Back in the heyday of the Second Great Age of Video Game Consoles, the Era of Eight-bit, Mega Man was easily my favorite series of video games. Not only were the games fun and challenging, but Keiji Inafune’s distinctive cartoony graphics made them charming as well:
As a result, I was generally amused to find Christopher Bringhurst‘s awesome mash-up of popular characters from all branches of nerddom (movies, cartoons, and video games) re-envisioned in the iconic Mega Man style:
(In addition to the above work, Megamalagmation, there’s also 201 Mega Men, which transforms two-hundred other video game characters into the Inafune style.)
To my chagrin, however, I could find no Doctor Who characters in Megamalgamation, a problem I decided to fix. I busted out my graph paper and began rendering an Eleventh Doctor in Mega Man style before I realized I needed to find some kind of “8-bit art” program to render them onscreen. With a little help from Google, I found such a program… but also found that folks had beaten me to the Gallifreyan punch.
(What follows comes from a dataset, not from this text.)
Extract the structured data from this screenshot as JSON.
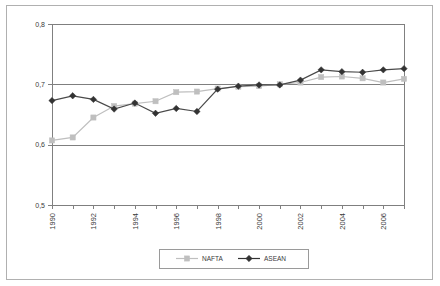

For example, Fayyaad Hendricks has produced Megaman Who, which Inafunates all eleven incarnations of the Doctor:
TheRandomFactor has this clever revamping of the Mega Man boss-select screen, with all eleven Doctors arranged around the TARDIS, called the Circle of Lives:
He’s also produced this epic Mega Man meets Gauntlet 8-bit battle:
More generally, I found a treasure trove of “retro video-game” themed Doctor Who. For example, here’s Rippletron‘s Choose your Doctor
or iheart8bit‘s (cross-stitched!) Doctor montage.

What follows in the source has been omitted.